Holiday plants share complicated heritage

Holiday plants share complicated heritage
                        

Is nature inside your house this holiday season? Since ancient times people have been eager to bring plants indoors during winter. We miss the green landscape and embrace plants that bring promise of a new growing season.

Popular indoor nature choices like holly, mistletoe and pine all share a complicated heritage that mixes religion, culture and folklore. Mistletoe is a part of Greek and Norse traditions while holly goes back to the times of the Druids and Romans. Christians adopted holly to symbolize events in the life of Christ.

According to history.com, Romans decorated their homes and temples with evergreen boughs, as did the Druids and Celts of Northern Europe. Even the burly Vikings liked evergreens and saw them as special plants for their sun god.

Bringing greenery into the house is rooted in ancient celebrations of the winter solstice, which in 2019 occurs on Saturday, Dec. 21. Many ancient people believed the sun was a god who grew increasingly weak until the winter solstice; then the sun became gradually stronger. The greenery was viewed as a tangible reminder that warmer weather and growing seasons were on the way.

It’s Germany, however, that grew the Christmas tree tradition we know today. Martin Luther, in the 16th century, is credited with adding lighted candles to the tree after being awed by the brilliance of stars twinkling among the evergreens.

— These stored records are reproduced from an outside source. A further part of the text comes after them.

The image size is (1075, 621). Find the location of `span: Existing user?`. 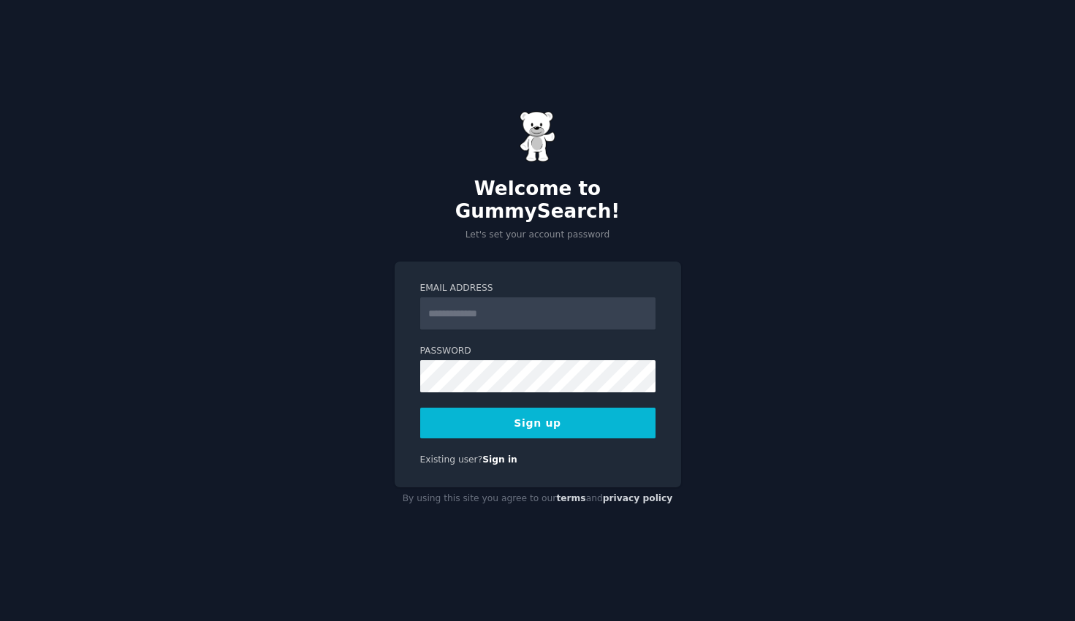

span: Existing user? is located at coordinates (452, 460).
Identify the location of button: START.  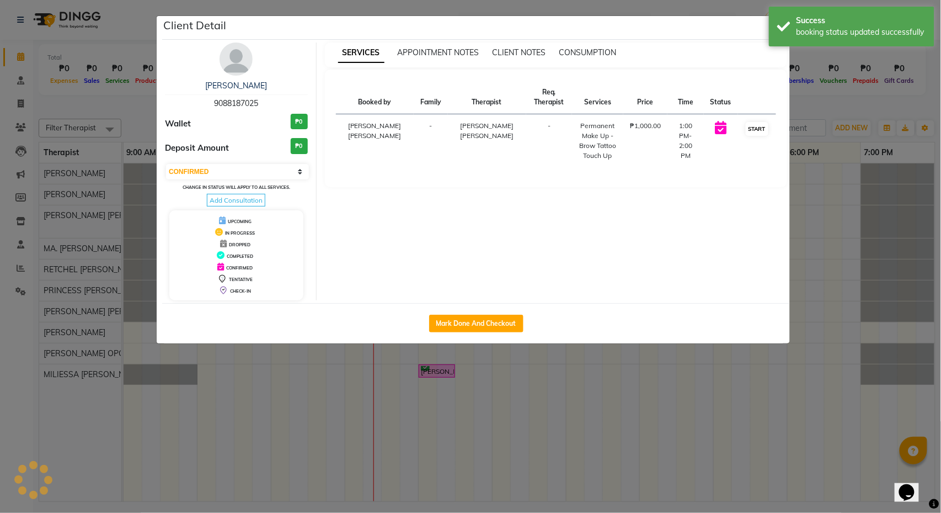
(757, 129).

Christmas trees were common in Europe for many years but were not seen much in America until the mid-1800s. Although Christmas today is a very festive time, it was not jolly in early America. The New England Puritans viewed Christmas as sacred and something to be observed very solemnly. In the 1600s Oliver Cromwell “preached against the ‘heathen traditions’ of Christmas carols, decorated trees and any joyful expression.” People were actually fined in Massachusetts for hanging Christmas decorations.

This stern and solemn approach to Christmas faded as Irish and German immigrants came in larger numbers to the U.S. One of those was August Imgard, a tailor from Bavaria who came to Wooster in 1847. Supposedly he was homesick for the Christmas trees in Germany, so he cut down a tree and decorated Wooster’s first Christmas tree. Imgard’s gift to the city is honored each year with a lighted tree placed near his tomb at the Wooster cemetery. Look for it as you approach the stop lights at the foot of Madison Hill.

Poinsettia fact and lore

The queen of holiday greenery is the Poinsettia. More Poinsettias are sold than any other holiday plant. What we call the flower is actually colored bracts or modified leaves. The true flowers are in tiny clusters at the center of the showy bracts.

We capitalize the word Poinsettia because it is named after a person: Dr. Joel Roberts Poinsett. This first ambassador to Mexico saw and admired these beautiful plants and brought them to the U.S. In 1828. Poinsett, a botanist as well as a statesman, also played a key role in determining that the Smithsonian Institution in Washington would become a national museum.

Poinsettias also share an intersection of religious, cultural and historical connections. The plant is a perennial shrub in Mexico growing 10-15 feet tall. The Aztecs used the Poinsettia to make fabric dye, cosmetics and a fever cure.

A charming Mexican legend links the Poinsettia with Christmas. As the story goes, a young child could only find a handful of common weeds by the roadside to bring to a Christmas Eve service. Embarrassed she did not have a greater gift, she tenderly laid the little bouquet at the nativity scene. Immediately her humble offering was transformed into a cluster of beautiful red blooms. Others in the chapel were convinced they had seen a Christmas miracle and called the transformed blossoms “Flowers of the Holy Night.”

What happens to Poinsettias after the holidays? Some will be hastily chucked into the waste stream. Others will quietly die, forgotten in spare rooms and garages. But there are a few that will be lovingly encouraged to rebloom next year.

Keeping the plant alive is easy: Just treat it like another house plant. It’s tricky, though, to get it to bloom again next Christmas. The plant’s bloom cycle is extremely light sensitive and requires precise amounts of light and darkness each day. I love the plant, but I leave the growing to the pros.

Best wishes for a healthy and peaceful New Year.